Each reader, I’m suggesting, is responsible for accounting for a particular piece of writing in his or her own way; the act of reading thus defines the text. In its essence the short prose piece, by whatever name, is a hybrid form, located at the crossroads of story and poem. On the one hand we can trace its lineage back through the universe of poetry—rhymed verse, blank verse, free verse—and on the other hand its background includes the whole world of prose—fiction, nonfiction, memos and letters home. Those who call what they write flash fiction see themselves as heirs of a whole tradition of storytellers, and those who write prose poems see themselves in a long line of poets. The reality, of course, is that poets are, many of them, storytellers—just as storytellers, many of them, are poets. Both schools have ended up being drawn to the same classroom, short prose, but each sees that short as a different sort of place.

The story, whatever name it takes, has as part of its charm that it’s written in what we can call the language of the quotidian, language that purports to tell of the real world. Poetry, on the other hand, by its very nature exists beyond the realm of ordinary discourse—and this combination of opposites is what makes the prose poem so endlessly fascinating. While prose rises organically from the everyday, poetry with its long tradition of “nightingales and psalms” has about it something transcendent—something, we might say, of the sacred. In this way the prose poem, child of two worlds, serves to bring together, at long last, the sacred and mundane.

More than a hundred years ago, Walt Whitman wrote: “In my opinion the time has arrived to essentially break down the barriers of form between prose and poetry.” The muse of America, he concluded, “soars to the freer, vast, diviner heaven of prose.” [11]


  1. These comments. somewhat modified, have been lifted from two places: my introduction to The Party Train: A Collection of North American Prose Poetry (Minneapolis: New Rivers Press, 1996), and my afterword to Family Portrait: American Prose Poetry, 1900-1950 (Buffalo, NY: White Pine Press, 2012).

  2. Margueritte S. Murphy, A Tradition of Subversion: The Prose Poem in English from Wilde to Ashbery(Amherst: U Mass, 1993), 90.

  3. W. B. Yeats, Introduction to The Oxford Book of Modern Verse, 1892-1935 (New York: Oxford Univ.
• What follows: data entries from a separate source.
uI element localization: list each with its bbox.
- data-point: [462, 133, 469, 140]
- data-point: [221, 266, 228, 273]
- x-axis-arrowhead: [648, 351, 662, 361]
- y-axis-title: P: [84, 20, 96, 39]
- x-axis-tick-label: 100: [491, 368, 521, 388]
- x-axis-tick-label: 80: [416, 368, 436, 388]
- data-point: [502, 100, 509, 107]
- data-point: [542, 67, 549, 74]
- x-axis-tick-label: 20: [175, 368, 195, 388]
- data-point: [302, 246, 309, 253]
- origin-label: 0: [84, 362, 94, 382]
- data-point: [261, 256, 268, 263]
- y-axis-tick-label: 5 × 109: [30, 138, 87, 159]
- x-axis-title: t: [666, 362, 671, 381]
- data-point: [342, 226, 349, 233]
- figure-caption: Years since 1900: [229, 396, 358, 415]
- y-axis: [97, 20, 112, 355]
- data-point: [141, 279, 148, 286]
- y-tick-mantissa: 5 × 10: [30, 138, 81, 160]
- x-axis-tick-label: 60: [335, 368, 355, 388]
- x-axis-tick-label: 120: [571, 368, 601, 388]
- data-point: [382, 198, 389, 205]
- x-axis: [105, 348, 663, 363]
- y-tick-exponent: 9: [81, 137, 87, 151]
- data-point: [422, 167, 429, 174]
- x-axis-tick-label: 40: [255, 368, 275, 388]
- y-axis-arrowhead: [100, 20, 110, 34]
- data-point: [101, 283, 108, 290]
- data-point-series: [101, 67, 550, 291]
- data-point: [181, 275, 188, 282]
Press, 1936), viii.

  4. Walter Pater, The Renaissance: Studies in Art and Poetry (London, Macmillan, 1888), 130.

  5. Walter Pater, “Mona Lisa,” The Oxford Book of Modern Verse, 1892-1935, 1.

  6. Denise Levertov, “On the Function of the Line” [1979], New and Selected Essays (New York: New Directions, 1992), 79.

  7. Alice Corbin Henderson, “Poetic Prose and Vers Libre,” Poetry 2, no. 2 (May 1913): 70.

  8. Prudence P. Byers, “The Contribution of Intonation to the Rhythm and Melody of Non-Metrical English Poetry” (Ph.D. diss., Univ. of Wisconsin–Milwaukee, 1977), 31; see also Tables 18 and 19, pp. 41-42.

  9. H. E. Mencken, The American Language, Fourth Edition (New York: Knopf, 1936), 322.

  10. William Carlos Williams, “Briarcliffe Junior College Talk,” as quoted in Linda Welsheimer Wagner, The Prose of William Carlos Williams (Middletown: Wesleyan Univ. Press, 1970), 8.

  11. Walt Whitman, “Notes Left Over,” Collected Prose, pref. Malcolm Cowley, Vol. 2 of Complete Poetry and Prose (1892; New York: Farrar, Straus & Giroux, 1968), 332-333.